BEER --- INTRODUCTION

Beer is known to have existed 7,000 or more years ago. Pottery from Mesopotamia dating back to 4200 B.C. depicts fermentation scenes and shows kings sipping their version of beer through gold tubes. References to brewing have been found in hieroglyphics on the walls of ancient caves in Egypt. Archaeological discoveries show that beer was familiar not only to the Egyptians but also to the ancient Romans, Greeks, Assyrians, Babylonians, Incas, and Chinese. New York's Metropolitan Museum of Art has on display a wooden model of a c. 2000 B.C. brewery.
In the twenty-third century B.C. in China, beer was known as Kiu. Even the Vikings made beer at sea in their war ships and drank it out of the horn of a cow. In the Middle Ages, brewing was done in the home by women who were known as "brewsters."
In more modern times, Peter Minuit, after purchasing "New Amsterdam," established the first public brewery in 1622. William Penn, the famous American statesman, was probably the first to operate (in 1638) a brewery on a large commercial scale; it was located in Pennsbury,Bucks County, Pennsylvania.
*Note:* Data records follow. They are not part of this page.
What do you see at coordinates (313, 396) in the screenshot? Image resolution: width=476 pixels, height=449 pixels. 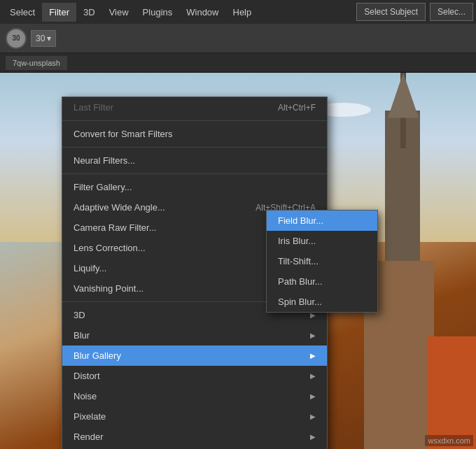 I see `submenu-arrow-noise: ▶` at bounding box center [313, 396].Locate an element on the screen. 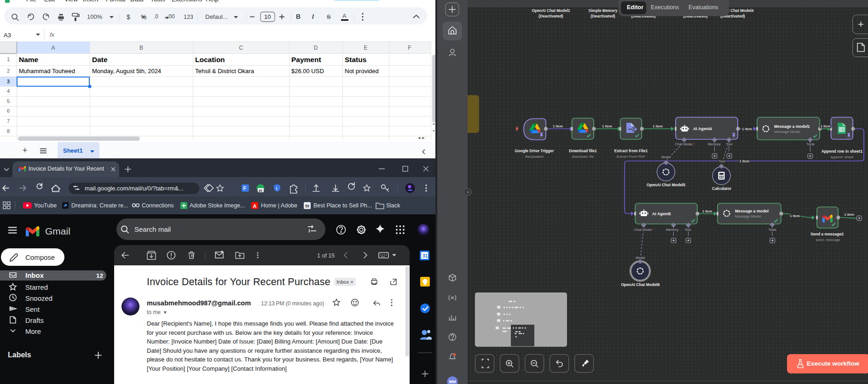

Other famous patriots who owned breweries were Samuel Adams, Generals Israel Putnam and Charles Sum-ner, Ethan Alien, and George Washington. President John Adams (1783-1789) even owned and managed his own tavern.
Fraunces Tavern, the oldest tavern in America still in existence, was founded in 1762 by Samuel Fraunces, a black man. It is located at the corner of Pearl and Broad streets in Manhattan, where George Washington said farewell to his officers after a victory in 1783.